A physical examination showed George without any evidence of injury or illness. In fact, he was a remarkably strong and active man, six feet in height, 170 pounds in weight. Later, in an athletic meet held on the hospital grounds, he showed himself an exceptional sprinter and broad-jumper, surpassing many able competitors ten years younger than himself in these events. Prolonged observation and psychiatric study brought out no sign or suggestion of a psychosis or a psychoneurosis. Despite his original complaint of “nervousness,” he was at all times calm and without the slightest evidence of abnormal anxiety. He ate and slept well, did not complain of any worries, was free of phobias, compulsions, conversion reactions, tics, and all other ordinary neurotic manifestations.

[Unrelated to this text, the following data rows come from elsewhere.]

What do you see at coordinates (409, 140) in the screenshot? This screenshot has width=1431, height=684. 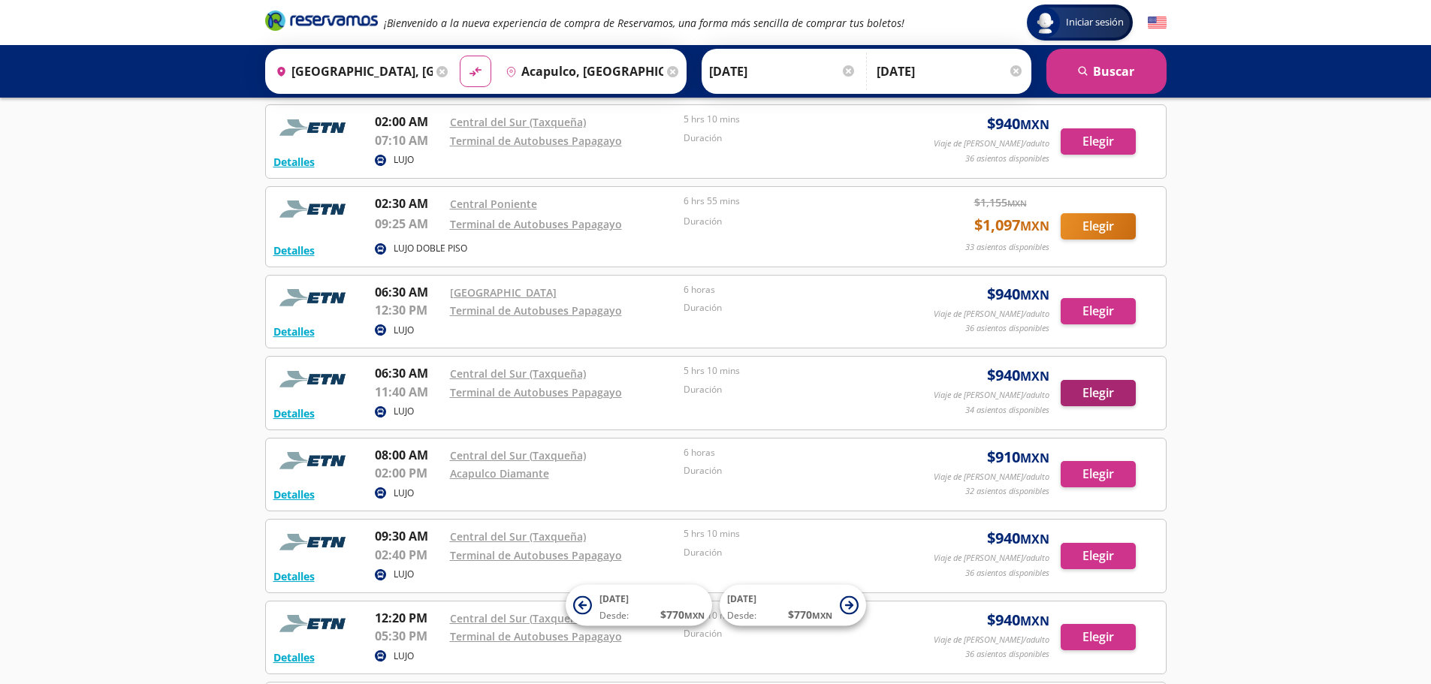 I see `p: 07:10 AM` at bounding box center [409, 140].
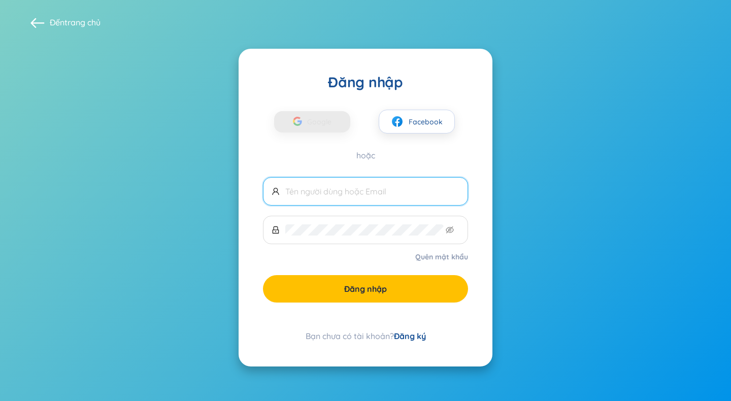 The height and width of the screenshot is (401, 731). What do you see at coordinates (312, 122) in the screenshot?
I see `button: Google` at bounding box center [312, 122].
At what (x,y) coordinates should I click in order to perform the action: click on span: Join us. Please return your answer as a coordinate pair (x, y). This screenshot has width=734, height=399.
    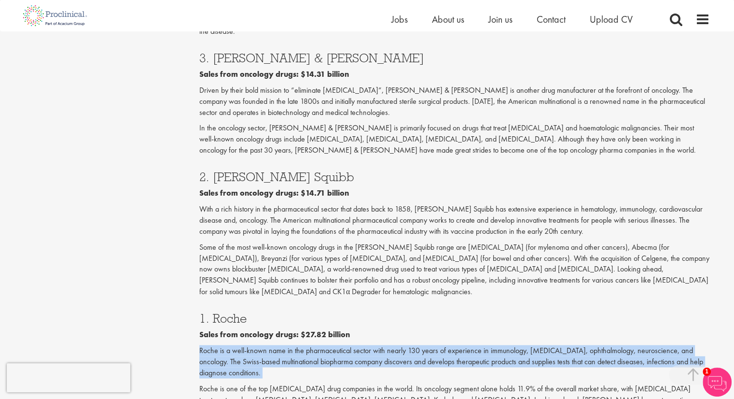
    Looking at the image, I should click on (501, 19).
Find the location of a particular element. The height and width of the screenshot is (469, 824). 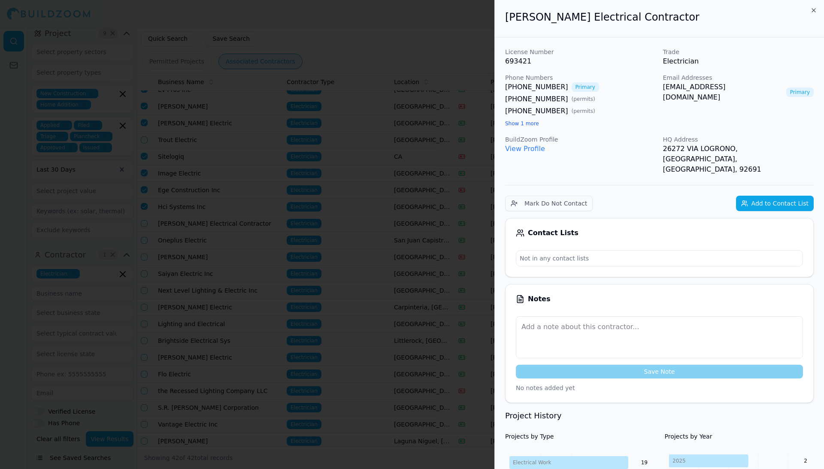

h4: Projects by Year is located at coordinates (739, 436).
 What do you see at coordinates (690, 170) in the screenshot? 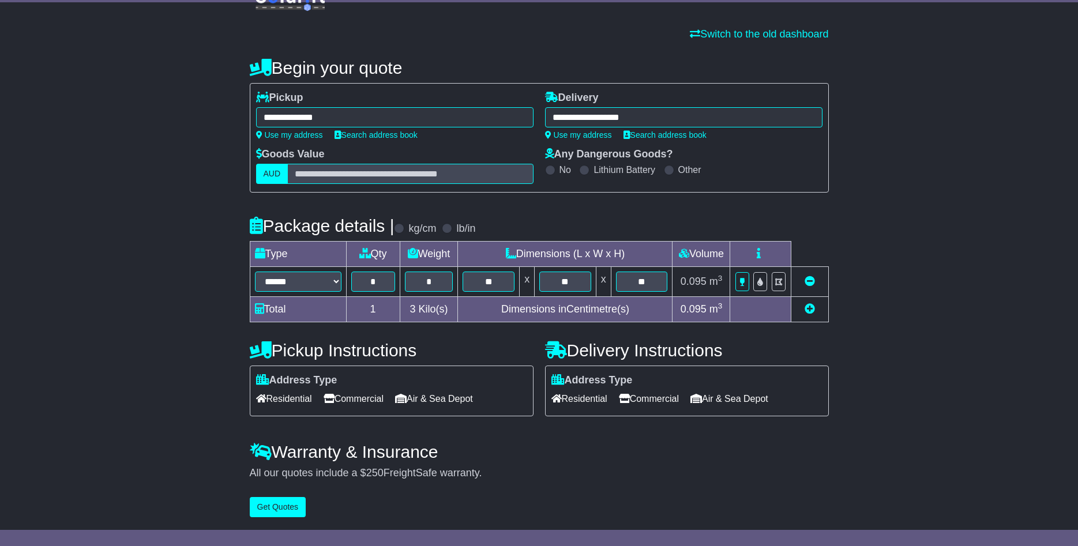
I see `label: Other` at bounding box center [690, 170].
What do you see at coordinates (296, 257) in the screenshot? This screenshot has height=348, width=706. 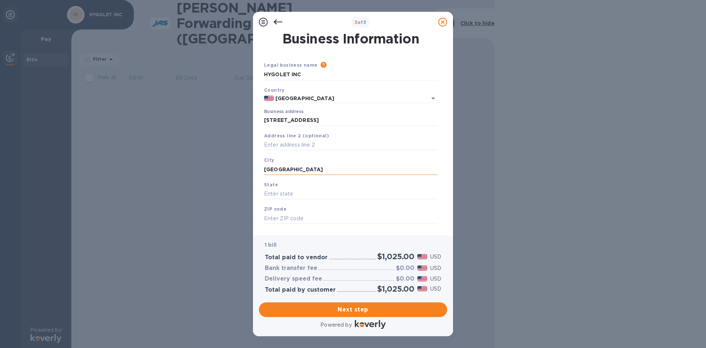 I see `h3: Total paid to vendor` at bounding box center [296, 257].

Records of this man’s career show that he has been confined in various mental hospitals approximately half the time since he became of age. In addition to periods ranging from a few weeks to six months at federal government institutions in Texas, Tennessee, Mississippi, Georgia, and Florida, he was also frequently sent by the Government to private psychiatric hospitals and invalids’ homes. Between these experiences he spent a good part of his time in the local county jail or in other jails at Birmingham, Montgomery, Mobile, or other towns which he visited. He was taken in sometimes for drunkenness and disorderly conduct, at other times for writing bad checks, petty theft, reckless driving of automobiles, obtaining money under false pretenses, snatching the purse from a prostitute, taking possession of a house whose owners were off on vacation, etc. Extravagant but insincere threats to harm his wife and four children made after taking a few drinks and lunacy charges also accounted for a dozen or so arrests.

During all the observation at various hospitals mentioned above, as well as at a state mental hospital where George also spent a short time, no technical evidence of a psychosis or a psychoneurosis is mentioned. His wife and friends have repeatedly persuaded local authorities to consider him as mentally deranged and to have him sent to hospitals rather than let him face the various charges brought against him from time to time.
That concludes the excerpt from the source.